The former co-owner of an Iowa trucking company was sentenced Tuesday for his role in orchestrating an elaborate $250,000 check kiting scheme and is also facing unrelated charges in state court that he allowed more than 800 pigs to starve or freeze to death in his care in December 2021.
Nolan DeWall, 39, of Cedar Falls, Iowa, was sentenced to one year and a day in federal prison in the U.S. District Court for the Northern District of Iowa, seven months after pleading guilty to one count of bank fraud in June. He has been ordered to serve two years of supervised release once he finishes his prison sentence.
Chief U.S. District Judge Leonard T. Strand also ordered DeWall to repay over $217,000 he allegedly stole from his former business partners of Triple D Enterprises of Dike, Iowa.
Prosecutors claim Triple D, the dump truck company he owned with his older brother, Ethan DeWall, and his friend, Dan Gates, for nearly 12 years, was forced to cease operations in 2018 after the check kiting scheme collapsed, leaving Triple D’s business account “with a negative $247,000 balance.”
“As a result, the trucking company had to sell all its assets and went defunct,” according to the statement from the United States Attorney’s Office for the Northern District of Iowa.
Ethan DeWall was forced to file for personal bankruptcy after Nolan DeWall admitted to forging his brother’s signature on financial documents.
Gates was forced to repay the trucking company’s negative bank balance with personal funds and a loan, the statement said.
Prosecutors claim Nolan DeWall devised the check kiting scheme, which involved transferring funds between accounts from Triple D to Voorhies Grain Inc., headquartered in Black Hawk County, Iowa, where he worked as a manager and later a shareholder, to inflate the account balances of the grain elevator, which was financially struggling.
Voorhies, a 55-year-old grain elevator company that stores, buys and sells grain and other farm-related products, is owned by Harold and Julie Sorensen. The owners put DeWall in charge of nearly all of the day-to-day decisions and operations of Voorhies and later made him a shareholder without notifying the other shareholders.
The Sorensens claim in court filings that they personally guaranteed two loans of $8.5 million by GNB Bank to keep the grain elevator business afloat. They also allege that DeWall prepared and presented false information used in “the preparation of false and fraudulent financial statements and financial documentation relied upon by the bank in approving financing for Voorhies, which was relied on by [the Sorensens] in personally guaranteeing the loans to the bank.”
The Sorensens’ attorney, Kevin D. Ahrenholz, did not respond to FreightWaves’ request seeking comment.
DeWall’s attorney, Melanie Keiper, argued for leniency at his sentencing, stating he was remorseful and had already begun to make restitution to the victims of the check kiting scheme. Keiper said in court filings her client engaged in the scheme “not out of a sense of greed but rather to buy more time for the cooperative to pay its bills.”
Keiper did not respond to FreightWaves’ request seeking comment.
Ethan DeWall, a victim of the check kiting scheme, also wrote a letter of leniency prior to his brother’s sentencing, stating that “he [Nolan DeWall] did not benefit from this crime and has only suffered from it.”
DeWall faces livestock neglect charges
In an unrelated case, Nolan DeWall is also facing livestock neglect charges in Iowa state court following his arrest in January 2022. Investigators claim he allowed more than 800 pigs to starve or freeze to death while in his care at his farm in Cedar Rapids.
According to court filings, DeWall was contracted to raise 2,500 pigs to a weight of approximately 280 pounds apiece, along with 15 tons of feed, in December 2021. The pigs arrived at his farm over a four-day period in late December 2021.
On Dec. 30, 2021, a swine consultant went to DeWall’s farm to check on the pigs and claims to have found about 800 pigs dead at his Iowa farm.
The consultant noted in the court filings that the pigs had limited access to food or water and many either had frostbite on their ears or their ears had been completely frozen off. Court documents state that tissue samples were tested and no evidence of disease was found, leaving experts to determine the pigs had died from malnutrition and water deprivation.
The remaining pigs were removed from the DeWall’s farm, where another 51 pigs died during transport and an additional 60 pigs died over the next few days, according to court filings.
DeWall faces an upcoming court appearance in February regarding his livestock neglect case.
No date has been set for DeWall to surrender to the Federal Bureau of Prisons. However, chief U.S. district judge Strand also ordered DeWall’s prison time for bank fraud run consecutively to any sentence that may be imposed in his livestock neglect case.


Using the data below, return all lines in which "inactive" appears.
======== Input data
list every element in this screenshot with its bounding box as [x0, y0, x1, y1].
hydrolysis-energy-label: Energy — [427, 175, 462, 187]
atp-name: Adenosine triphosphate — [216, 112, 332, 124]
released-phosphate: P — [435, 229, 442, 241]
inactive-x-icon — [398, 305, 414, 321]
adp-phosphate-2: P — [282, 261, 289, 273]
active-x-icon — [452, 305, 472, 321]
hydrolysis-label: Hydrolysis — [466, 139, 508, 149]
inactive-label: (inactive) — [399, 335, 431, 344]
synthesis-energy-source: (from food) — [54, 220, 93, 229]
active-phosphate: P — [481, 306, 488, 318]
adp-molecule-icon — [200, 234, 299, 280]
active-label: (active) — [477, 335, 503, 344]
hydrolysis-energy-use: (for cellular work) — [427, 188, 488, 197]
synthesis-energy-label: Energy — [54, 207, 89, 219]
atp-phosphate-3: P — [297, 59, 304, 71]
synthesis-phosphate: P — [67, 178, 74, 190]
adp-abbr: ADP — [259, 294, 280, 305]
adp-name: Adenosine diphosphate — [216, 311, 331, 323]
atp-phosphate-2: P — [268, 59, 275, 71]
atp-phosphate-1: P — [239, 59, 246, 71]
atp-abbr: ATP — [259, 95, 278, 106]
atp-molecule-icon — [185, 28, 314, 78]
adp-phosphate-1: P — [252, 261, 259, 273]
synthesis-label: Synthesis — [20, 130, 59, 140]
================
[Output below]:
inactive-x-icon — [398, 305, 414, 321]
inactive-label: (inactive) — [399, 335, 431, 344]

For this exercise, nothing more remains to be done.